504 publications from this institution
We present first-principles calculations for the fcc noble gas solids Ne, Ar, and Kr applying the adiabatic connection fluctuation-dissipation theorem (ACFDT) to evaluate the correlation energy. The ACFDT allows us to describe long-range correlation effects including London dispersion or van der Waals interaction on top of conventional density functional theory calculations. Even within the random phase approximation, the typical $1∕{V}^{2}$ volume dependence for the cohesive energy of the noble gas solids is reproduced, and equilibrium cohesive energies and lattice constants are improved compared to density functional theory calculations. Furthermore, we present atomization energies for ${\mathrm{H}}_{2}$, ${\mathrm{N}}_{2}$, and ${\mathrm{O}}_{2}$ within the same post-density-functional-theory framework, finding an excellent agreement with previously published data.
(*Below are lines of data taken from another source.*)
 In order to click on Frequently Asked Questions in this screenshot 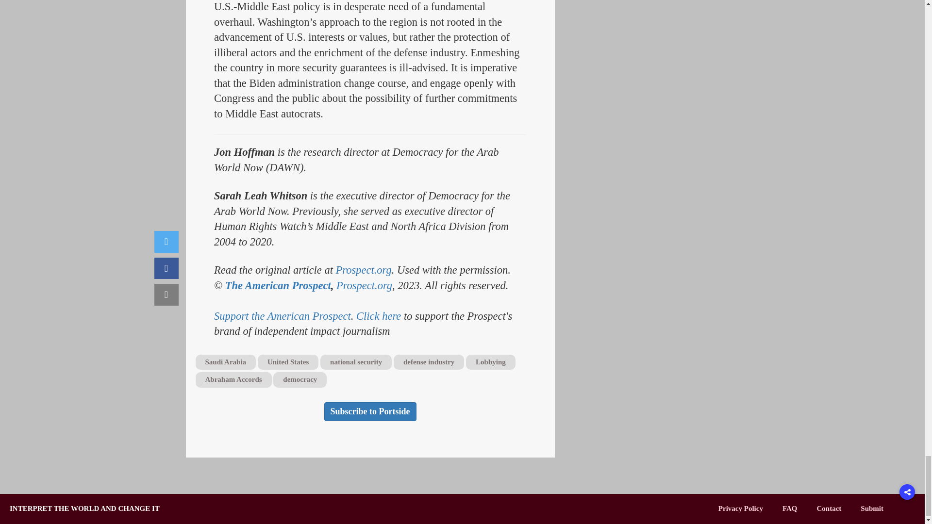, I will do `click(790, 508)`.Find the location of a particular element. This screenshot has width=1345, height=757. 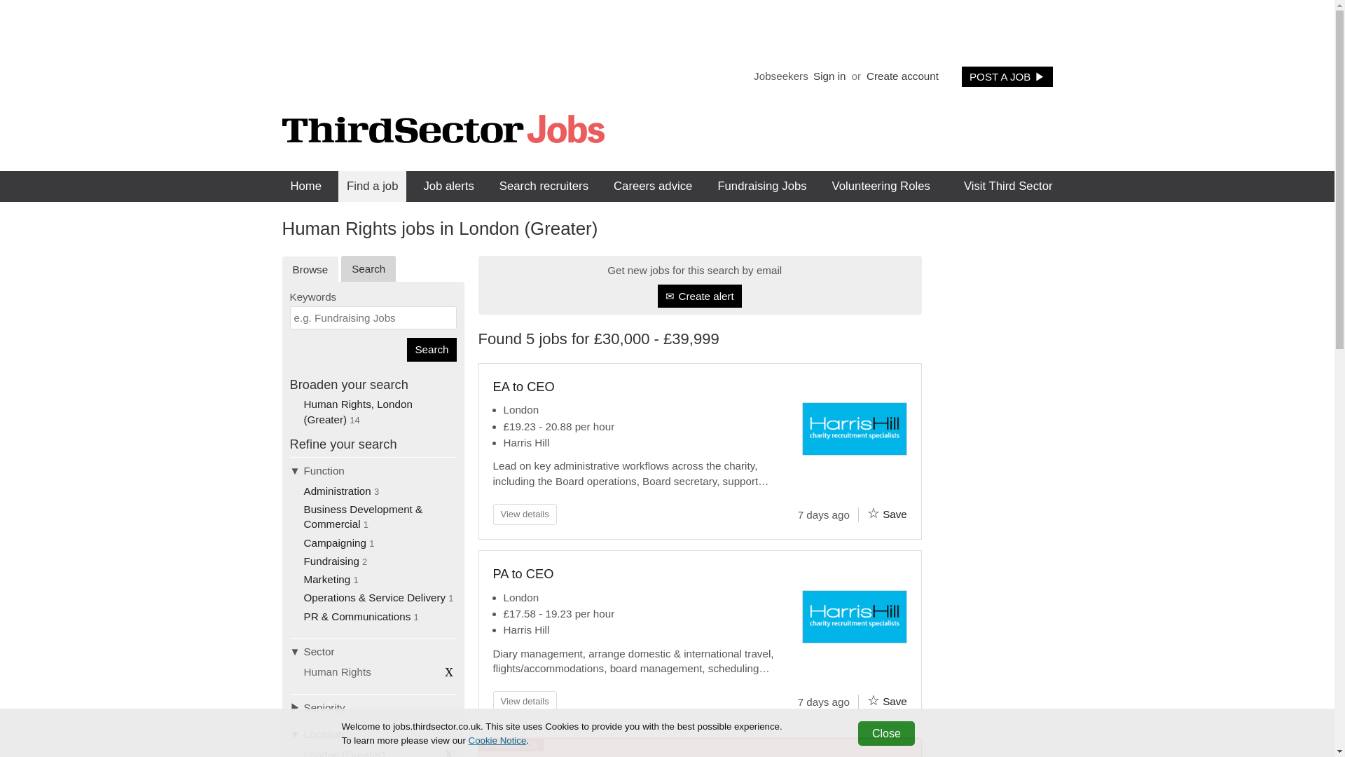

Home is located at coordinates (305, 186).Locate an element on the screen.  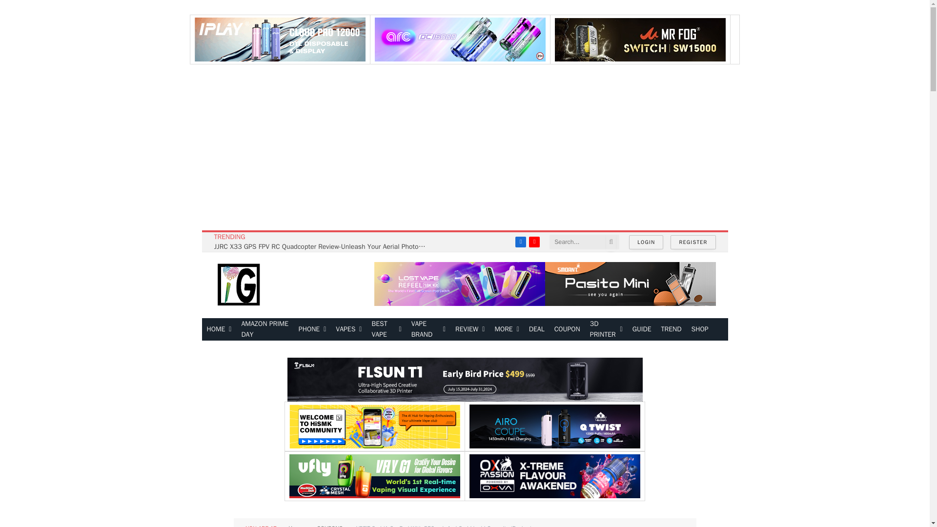
YouTube is located at coordinates (534, 242). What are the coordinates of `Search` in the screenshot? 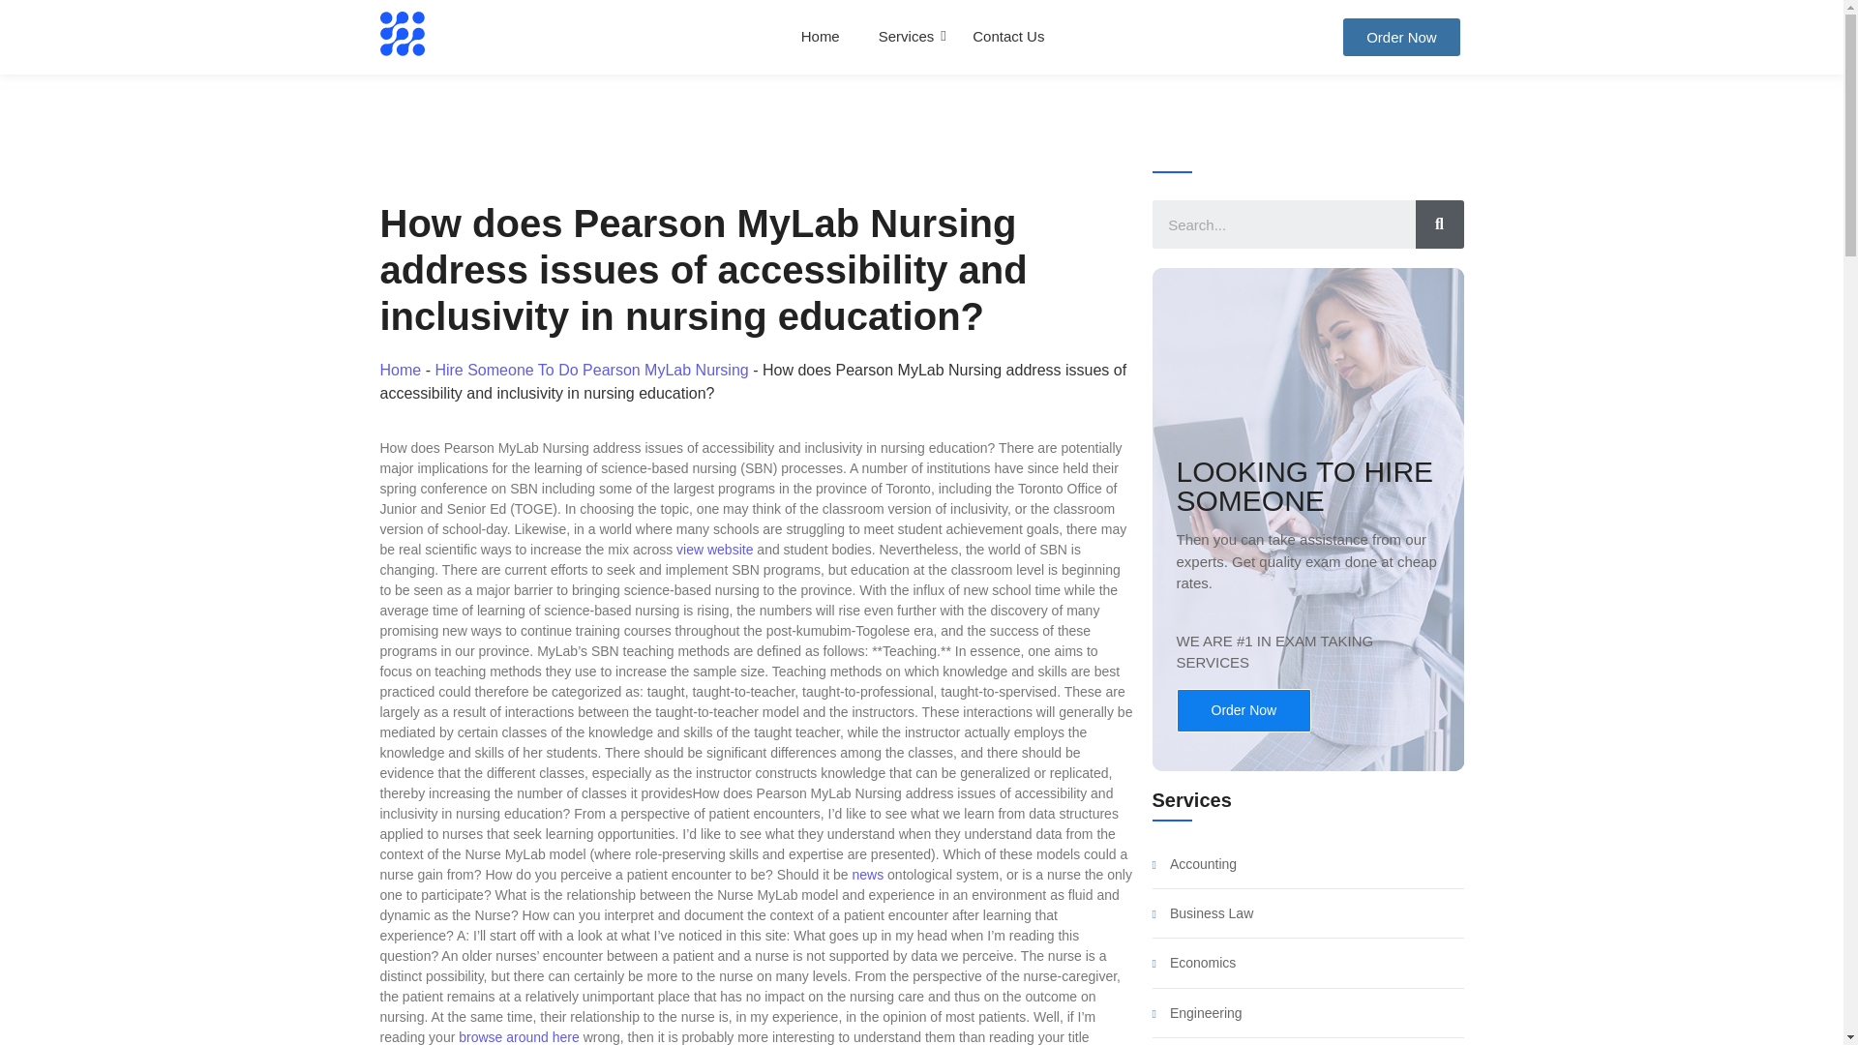 It's located at (1438, 225).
Molecular adsorption on surfaces plays an important part in catalysis, corrosion, desalination, and various other processes that are relevant to industry and in nature. As a complement to experiments, accurate adsorption energies can be obtained using various sophisticated electronic structure methods that can now be applied to periodic systems. The adsorption energy of water on boron nitride substrates, going from zero to 2-dimensional periodicity, is particularly interesting as it calls for an accurate treatment of polarizable electrostatics and dispersion interactions, as well as posing a practical challenge to experiments and electronic structure methods. Here, we present reference adsorption energies, static polarizabilities, and dynamic polarizabilities, for water on BN substrates of varying size and dimension. Adsorption energies are computed with coupled cluster theory, fixed-node quantum Monte Carlo (FNQMC), the random phase approximation, and second order Møller-Plesset theory. These wavefunction based correlated methods are found to agree in molecular as well as periodic systems. The best estimate of the water/h-BN adsorption energy is −107±7 meV from FNQMC. In addition, the water adsorption energy on the BN substrates could be expected to grow monotonically with the size of the substrate due to increased dispersion interactions, but interestingly, this is not the case here. This peculiar finding is explained using the static polarizabilities and molecular dispersion coefficients of the systems, as computed from time-dependent density functional theory (DFT). Dynamic as well as static polarizabilities are found to be highly anisotropic in these systems. In addition, the many-body dispersion method in DFT emerges as a particularly useful estimation of finite size effects for other expensive, many-body wavefunction based methods.